At the first of these, San Marino, Andrea was slow and unfit, and eventually crashed, but at Monaco two weeks later (ABOVE), he edged sophomore and rising star teammate Rubens Barrichello in qualifying, and went on to finish fourth.

In this summer of tragedies and controversies, de Cesaris wasn't without a drive for long. Sauber driver Karl Wendlinger had put himself out of action and into a coma after a dreadful crash in Monaco, and while Sauber ran just one car in Spain, for incumbent Heinz-Harald Frentzen, Peter Sauber called up de Cesaris for Canada – the Italian's 200th Grand Prix start.

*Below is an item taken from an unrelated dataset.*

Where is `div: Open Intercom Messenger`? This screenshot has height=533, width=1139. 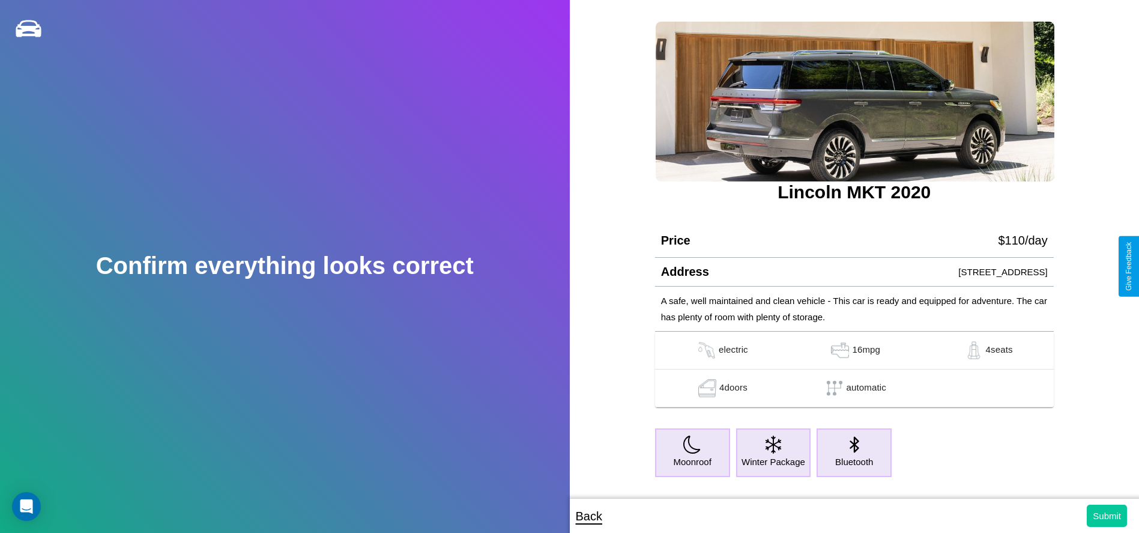 div: Open Intercom Messenger is located at coordinates (26, 506).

At the following event, Magny-Cours, Andrea finished sixth and it would prove to be the final points finish of his F1 career. Comprehensively outpaced by Frentzen, de Cesaris nonetheless drove with maturity for most of the remainder of the season (BELOW). However, Peter Sauber had promised to run Wendlinger if the Austrian was fit enough for the final two races, and though Karl wasn't ready, Andrea couldn't be contacted (he was on holiday) and so JJ Lehto got the ride.

De Cesaris had already decided that his F1 career would end that year, and after five podium finishes in his 208 grands prix, he retired with a sad record he holds to this day – most GP starts without ever winning a race.

Andrea went on to become a successful financial broker and an accomplished windsurfer. However, the racing fraternity became reacquainted with him briefly in 2005/’06, when he signed up for the curious three-races-and-done Grand Prix Masters series, and in his first race in 11 years, he finished fourth in Kyalami (BOTTOM), behind Nigel Mansell, Riccardo Patrese and Emerson Fittipaldi.

To Andrea's family, friends and fans, RACER sends its condolences, and salutes a man who sprinkled displays of brilliance over his long and tortuous Formula 1 career. His inherent speed and attractiveness to sponsors helped many struggling teams look far better than they were, and he was a 100 percent dedicated racer.

 

 

Comments

Comments are disabled until you accept Social Networking Cookies. Update cookie preferences

If the dialog doesn't appear, ad-blockers are often the cause; try disabling yours or see our Social Features Support.